The Pelican, pp.208-209.

[Three Hundred Animals Contents]

   IS in bigness nearly equal to a swan; the colour of the body is white, inclining to a pink hue; the beak is straight and long, with a sharp hook at the end; the gullet or skin of the lower mandible is so capable of distension that it may be dilated as to contain fish to a great weight, and, some say, fifteen quarts of water. This pouch Providence has allowed to the bird that he may bring to his airy sufficient food for several days, and save himself the trouble of travelling through the air and watching and diving so often for his food. The legs are black and the four toes palmated. It is a very indolent, inactive, and inelegant bird, who often sits whole days and nights on rocks or branches of trees, motionless and in a melancholy posture, till the resistless stimulus of hunger spurs him away, and forces him to distant seas in search of his nourishment. 

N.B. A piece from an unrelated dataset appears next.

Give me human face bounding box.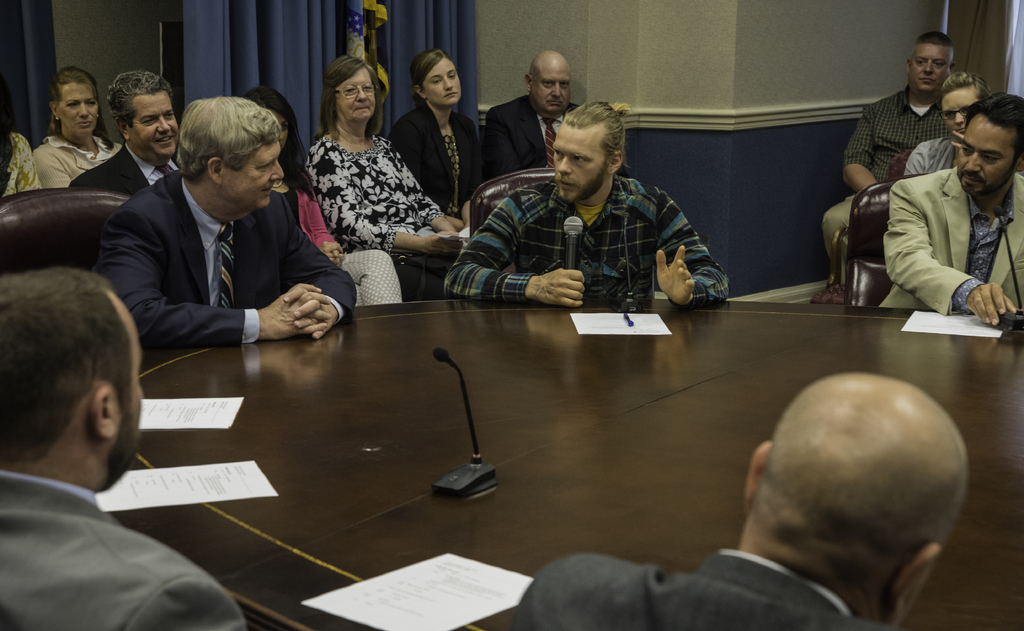
{"left": 551, "top": 127, "right": 606, "bottom": 202}.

   We have long indulged the idea that the Pelican was a fit emblem for maternal kindness and affection towards the young, but it happens that we are positively mistaken; for very few birds, if we except the ostrich, show less affection for their helpless offspring. It is with great reluctance that we deprive the bird of the honourable office of being a true symbol of charity, but as we intend to let no idea, ever so pleasing, intrude itself in the mind of our young readers, at the expense of truth, we must undeceive them, whenever we find an opportunity. This bird is often represented scratching her breast and feeding her young with the blood that gushes out of the wounds; and is used as a representation of the unspeakable goodness of him who shed his blood to redeem mankind. But all this has no other ground than the bird having been sometimes, though seldom, seen picking off the down of her breast to soften the nest of her young. However as this pious Pelican is generally painted or drawn more like an eagle than the bird of that name, we should not be surprised if the quality of the one had been transferred to the other, by some ancient and accidental mistake. 

   This bird is a native of Africa, and his flesh is coarse and ill-tasted; he is easily tamed and is often seen among other birds in travelling menageries at country-fairs; and does not seem to suffer much from the difference between his native climate and ours. He seems of gentle and docile habits when forced to comply with the unavoidable state of domesticity.